Analyzing App Store sales data

I am currently selling two applications on the iTunes App Store. Hiragana and Katakana are educational applications aimed at the novice students of the Japanese language. Hiragana and Katakana are also the names of the two Japanese character alphabets my applications focus on.

Apple provides sales data for applications sold via the App Store, but the data is presented in the most unintuitive way possible, as plain data tables. This makes it extremely hard to get a view of sales performance, so I dropped the data files for my first three weeks of sales into my favorite data analysis application and ended up with the following insights. Click the images for higher resolution.

Sales Growth

Hiragana was first available for download from the App Store on 20th of September, with Katakana following on the 27th. In less than three weeks 266 units have been sold with Hiragana representing the majority of sales. The last week had the highest sales with a combined 126 units, 71 of which were Hiragana and 55 were Katakana.

Biggest Markets

Close to half of the sales were in the US market (122) with Germany, Canada, Japan and Australia being the other regions with more than ten sales each. The long tail of stores selling less than ten units represents 85 sold units, with 11 stores clocking in at one sold unit each. I doubt I'll ever see any profits from those markets as I need to sell approximately 100 units in a store to reach Apples minimum amount of $250 for royalty payout.

The information above is based on the weekly stats reported by Apple. Apple also provide daily statistics, but you have to grab them while they're fresh, only the last 7 days are available. I was out of town for a little over a week and forgot to download a few days worth of data. Going forward I'll try to store every day and return with a more detailed analysis. It should be interesting to se the daily trends. I would expect weekends to lead the sales since that's when people may have the extra time to play around with their iPods and iPhones. We'll see.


◆ **Work task**: Which lines of the entries below hold the word "left"? Report each of them.
>>
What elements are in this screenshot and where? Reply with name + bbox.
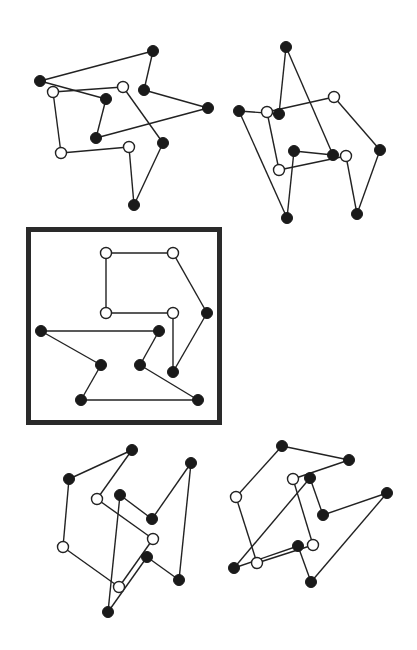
filled-node bbox=[328, 150, 339, 161]
filled-node bbox=[76, 395, 87, 406]
graph-edge bbox=[53, 92, 61, 153]
filled-node bbox=[306, 577, 317, 588]
graph-edge bbox=[173, 253, 207, 313]
filled-node bbox=[101, 94, 112, 105]
filled-node bbox=[91, 133, 102, 144]
filled-node bbox=[186, 458, 197, 469]
graph-edge bbox=[346, 156, 357, 214]
graph-panel-bottom-right bbox=[229, 441, 393, 588]
graph-edge bbox=[96, 99, 106, 138]
graph-edge bbox=[96, 108, 208, 138]
open-node bbox=[118, 82, 129, 93]
filled-node bbox=[203, 103, 214, 114]
filled-node bbox=[202, 308, 213, 319]
graph-edge bbox=[63, 479, 69, 547]
filled-node bbox=[274, 109, 285, 120]
open-node bbox=[168, 248, 179, 259]
filled-node bbox=[139, 85, 150, 96]
filled-node bbox=[382, 488, 393, 499]
filled-node bbox=[103, 607, 114, 618]
graph-panel-top-left bbox=[35, 46, 214, 211]
graph-edge bbox=[69, 450, 132, 479]
graph-edge bbox=[173, 313, 207, 372]
open-node bbox=[101, 308, 112, 319]
open-node bbox=[101, 248, 112, 259]
open-node bbox=[124, 142, 135, 153]
filled-node bbox=[147, 514, 158, 525]
graph-edge bbox=[257, 545, 313, 563]
open-node bbox=[56, 148, 67, 159]
filled-node bbox=[281, 42, 292, 53]
filled-node bbox=[129, 200, 140, 211]
filled-node bbox=[282, 213, 293, 224]
highlight-frame bbox=[29, 230, 220, 423]
open-node bbox=[252, 558, 263, 569]
graph-edge bbox=[334, 97, 380, 150]
open-node bbox=[329, 92, 340, 103]
filled-node bbox=[344, 455, 355, 466]
graph-edge bbox=[41, 331, 101, 365]
filled-node bbox=[229, 563, 240, 574]
graph-edge bbox=[144, 51, 153, 90]
filled-node bbox=[174, 575, 185, 586]
graph-edge bbox=[144, 90, 208, 108]
graph-edge bbox=[357, 150, 380, 214]
filled-node bbox=[64, 474, 75, 485]
graph-panel-bottom-left bbox=[58, 445, 197, 618]
filled-node bbox=[96, 360, 107, 371]
graph-edge bbox=[286, 47, 333, 155]
graph-edge bbox=[119, 539, 153, 587]
graph-edge bbox=[279, 47, 286, 114]
filled-node bbox=[158, 138, 169, 149]
filled-node bbox=[234, 106, 245, 117]
graph-edge bbox=[179, 463, 191, 580]
filled-node bbox=[375, 145, 386, 156]
filled-node bbox=[148, 46, 159, 57]
filled-node bbox=[277, 441, 288, 452]
open-node bbox=[274, 165, 285, 176]
graph-panels bbox=[35, 42, 393, 618]
graph-edge bbox=[61, 147, 129, 153]
filled-node bbox=[115, 490, 126, 501]
filled-node bbox=[135, 360, 146, 371]
graph-edge bbox=[293, 460, 349, 479]
graph-edge bbox=[282, 446, 349, 460]
open-node bbox=[48, 87, 59, 98]
filled-node bbox=[193, 395, 204, 406]
open-node bbox=[58, 542, 69, 553]
filled-node bbox=[352, 209, 363, 220]
open-node bbox=[288, 474, 299, 485]
graph-edge bbox=[97, 499, 153, 539]
open-node bbox=[341, 151, 352, 162]
graph-edge bbox=[152, 463, 191, 519]
filled-node bbox=[168, 367, 179, 378]
filled-node bbox=[293, 541, 304, 552]
graph-panel-top-right bbox=[234, 42, 386, 224]
graph-edge bbox=[129, 147, 134, 205]
open-node bbox=[168, 308, 179, 319]
filled-node bbox=[36, 326, 47, 337]
open-node bbox=[308, 540, 319, 551]
graph-edge bbox=[81, 365, 101, 400]
filled-node bbox=[305, 473, 316, 484]
graph-edge bbox=[108, 495, 120, 612]
graph-edge bbox=[236, 446, 282, 497]
graph-edge bbox=[134, 143, 163, 205]
filled-node bbox=[289, 146, 300, 157]
open-node bbox=[262, 107, 273, 118]
filled-node bbox=[318, 510, 329, 521]
open-node bbox=[92, 494, 103, 505]
filled-node bbox=[127, 445, 138, 456]
filled-node bbox=[142, 552, 153, 563]
open-node bbox=[114, 582, 125, 593]
graph-edge bbox=[287, 151, 294, 218]
open-node bbox=[231, 492, 242, 503]
filled-node bbox=[35, 76, 46, 87]
open-node bbox=[148, 534, 159, 545]
filled-node bbox=[154, 326, 165, 337]
graph-edge bbox=[267, 112, 279, 170]
graph-edge bbox=[293, 479, 313, 545]
graph-figure bbox=[0, 0, 417, 650]
graph-edge bbox=[40, 51, 153, 81]
graph-panel-middle-boxed bbox=[36, 248, 213, 406]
<<
◆ **Reply to the exercise**:
graph-panel-top-left bbox=[35, 46, 214, 211]
graph-panel-bottom-left bbox=[58, 445, 197, 618]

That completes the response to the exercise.